A reading from Allen’s publication takes up central concepts in her thinking, such as equality, which also plays an influential role in the reading circle on Aristotle and Rawls.

The following text was discussed for the reading circle:

Danielle Allen, Politische Gleichheit, Erstes Kapitel:
Einleitung: Politische Gleichheit und ökonomische Ermächtigung (Erste Auflage 2020, Suhrkamp S. 9 – 43)

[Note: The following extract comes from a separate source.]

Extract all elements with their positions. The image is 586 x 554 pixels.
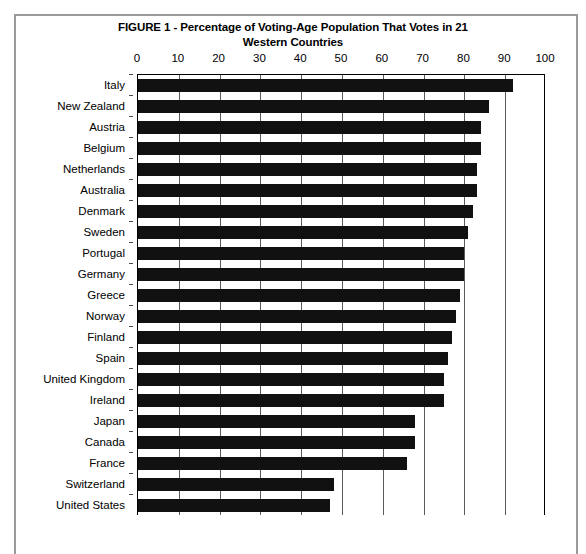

Danielle Allen (*1971 Takoma Park) is a classical philologist, political scientist, and professor at Harvard University. She studied at Princeton University, Harvard University, and King‘s College, University of Cambridge, where she received her PhD in Classics. She has also taught at the School of Social Science at Princeton and at the University of Chicago. Danielle Allen has published primarily in the areas of democratic theory, political sociology, and political history. Her research interests include theories of equality and social justice in ancient Athens, as well as with respect to modern America. Allen rose to prominence in the German-speaking countries when she was appointed as a lecturer for the Frankfurt Adorno Lecture in 2017, and was also awarded the prestigious John W. Kluge Prize for Scholarship in 2020. Publications include Political Equality (2020); Toward a Connected Society (2016); Education, Democracy and Justice (2013); and Why Plato Wrote (2010), among others.